Martin O’Neill Signs New Deal with Celtic for 2026–27
Martin O’Neill has signed a one-year deal to stay on as Celtic manager, rewarded for dragging the club from turmoil to a League and Cup double and a last‑day title drama that felt ripped from the club’s folklore.
The Derry man had already walked away once. He vacated the hot seat when Wilfried Nancy was handed the job on a permanent basis partway through last season, a changing of the guard that was meant to usher in a new era at Parkhead.
It unravelled in just 33 days.
When the Frenchman was sacked barely a month into his tenure, Celtic turned back to the man who knew the club, the city and the demands better than most. O’Neill answered the call, stepped back into a fractured dressing room and set about rescuing a season that looked ready to slip from the defending champions’ grasp.
The turnaround was stark. Celtic found their edge again, piecing together a run that carried them all the way to an extraordinary final day. The title race went to the wire, and it was at Parkhead, against Hearts, that O’Neill’s side sealed the league in the most dramatic fashion, clinching the championship on home turf to complete the double.
That surge has now been underlined with continuity. The new one-year contract keeps O’Neill in charge into the 2026–27 campaign, a clear statement that the board trust the man who steadied the ship to keep steering it.
The decision comes against the backdrop of intense speculation around another Irish legend. Robbie Keane, the Republic of Ireland’s record caps holder and all‑time leading goalscorer, had been heavily linked with the position after leaving his role at Ferencvaros.
Keane’s name carries weight in Glasgow. He enjoyed a prolific loan spell at Celtic Park in 2010, instantly connecting with the support, and has since gone on to win league titles in Israel and Hungary as a manager, adding substance to a glittering playing career.
Yet his candidacy was not universally embraced. Sections of the Celtic support voiced strong opposition to his potential appointment, centred on his previous association with Maccabi Tel Aviv. A statement rejecting the idea of Keane taking over was said to have been signed by “dozens” of Celtic supporters’ groups, underlining the depth of feeling around the issue.
In the end, Celtic have chosen familiarity over a fresh face, a proven firefighter over a high-profile experiment. O’Neill, the man who walked away and then came back to deliver silverware, will lead the champions into another season. The question now is simple: can he turn one remarkable rescue act into a sustained era of control at the top of Scottish football?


→ **Work to be completed**
Only the lines from the one containing "The image size" through the last line below belong in your copy; transcribe them exactly and omit any pictures.

=== Section Start ===

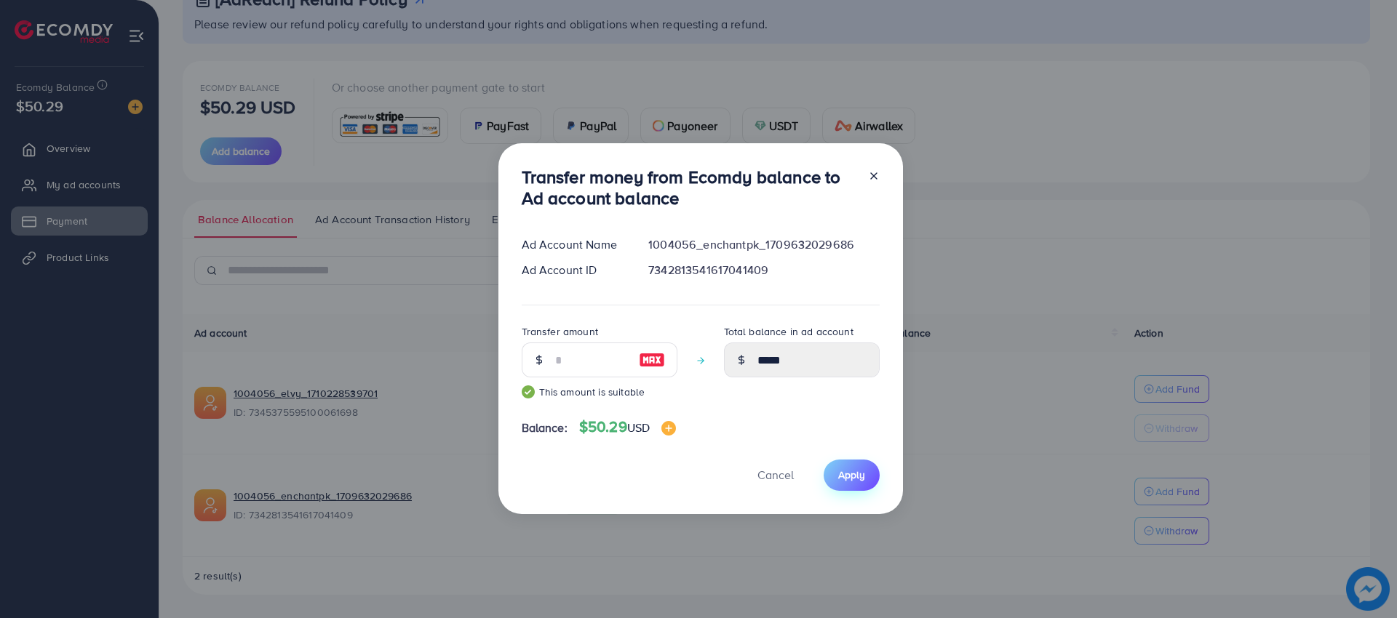 The width and height of the screenshot is (1397, 618). What do you see at coordinates (573, 244) in the screenshot?
I see `div: Ad Account Name` at bounding box center [573, 244].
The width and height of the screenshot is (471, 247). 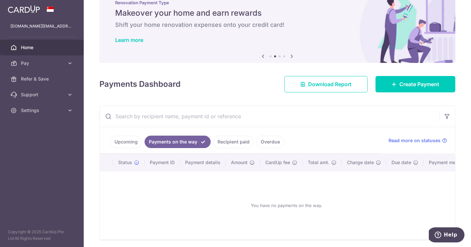 What do you see at coordinates (24, 9) in the screenshot?
I see `img: CardUp` at bounding box center [24, 9].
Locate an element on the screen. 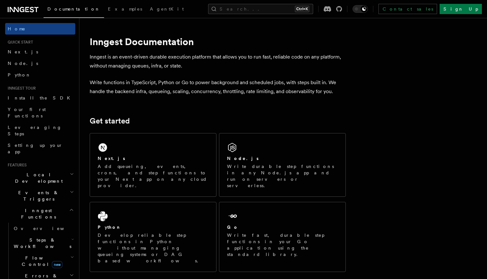 This screenshot has width=487, height=279. a: Documentation is located at coordinates (74, 10).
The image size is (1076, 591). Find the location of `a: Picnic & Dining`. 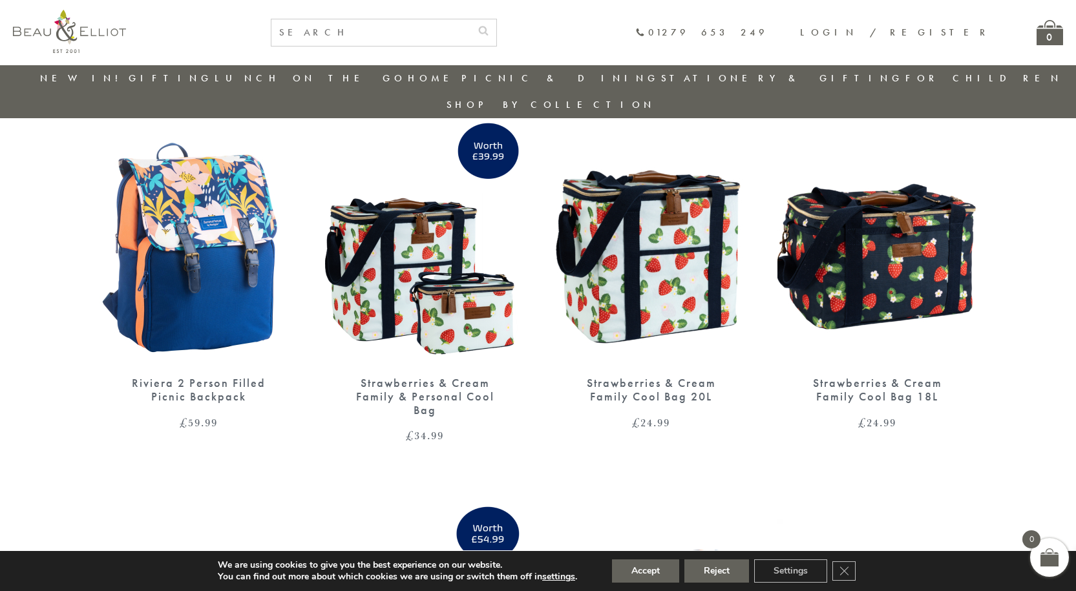

a: Picnic & Dining is located at coordinates (560, 78).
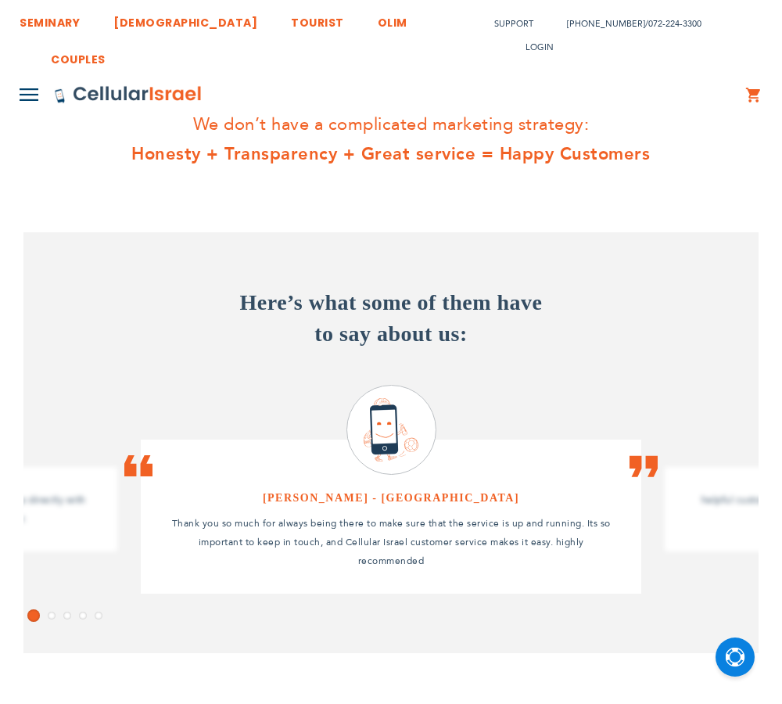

=== Section End ===

→ **Worked solution**
The image size is (1076, 591). Find the location of `a: Picnic & Dining`. 

a: Picnic & Dining is located at coordinates (560, 78).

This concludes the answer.